In Trump's case, he wants guns and caviar:
military might for the empire, wealth for himself, and less for
America's most vulnerable.
"We're
fighting wars", Trump announced at an Easter luncheon.
"It's not possible for us to take care of
daycare, Medicaid, Medicare... They can do it on a state basis.
You can't do it on a federal. We have to take care of one thing:
military protection."
Unfortunately, Trump's version of military
protection is a costly display of macho posturing.
Rebranding the Defense Department as the
Department of War
will cost taxpayers upwards of $125 million in new signs and
stationery.
As Steven Greenhouse concludes for The
Guardian,
"In seeking a mammoth increase in military spending
while cutting social programs,
Trump is again showing how hollow his promises were about making
life better for typical Americans."
Marjorie Taylor Greene was right to
course-correct.
"I don't have Trump Derangement Syndrome," she said.
"I have
Trump Disappointment Syndrome."
Trump Disappointment Syndrome is spreading...
This is, unfortunately, how the game works:
less
for us, more for them - paid for by "we the people."
Yet just as important as the math involved in
bleeding us dry is the conspiracy of distraction that keeps us in
the dark about the theft in our midst.
That's where the distractions come in:
the
ballroom, the golf course, the spectacles on the White House lawn.
Give the public something to watch.
Something to
argue about.
Something impossible to ignore.
They want our outrage, not our scrutiny.
Keep the spotlight bright, so no one notices
what's happening in the shadows.
While the public watches the spectacle, the money
is moving.
The spectacle is the decoy. The theft is the
point.
The damage is being hidden - but the bill is
still coming due.
We're told this is policy.
This is leadership.
This is necessary for "national security" and the good of the country.
But what we're really being given is a show, with
Trump playing the part of the greatest showman...
The show has to be loud enough to keep the
public's attention.
It has to be constant enough to keep us from
asking the real question:
where is the money going?
Because while we're watching the show, the
hold-up is taking place. The tellers are filling the bags with
stolen loot. And they're using the government as the get-away car.

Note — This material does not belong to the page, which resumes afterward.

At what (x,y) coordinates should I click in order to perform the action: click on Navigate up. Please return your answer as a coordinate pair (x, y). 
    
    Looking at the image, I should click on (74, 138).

That is how the con works.
As we warned in
Battlefield America - The War on the American
People and its fictional counterpart
The Erik Blair Diaries, this is how the machinery of
the police state expands:
not just through endless war, unchecked
power, and a government that no longer answers to the people - but
through insider profiteering, cronyism and corruption disguised as
reform, efficiency and nationalism.
That's the Trump hustle:
while we're being distracted by the
spectacle, they're emptying the vault.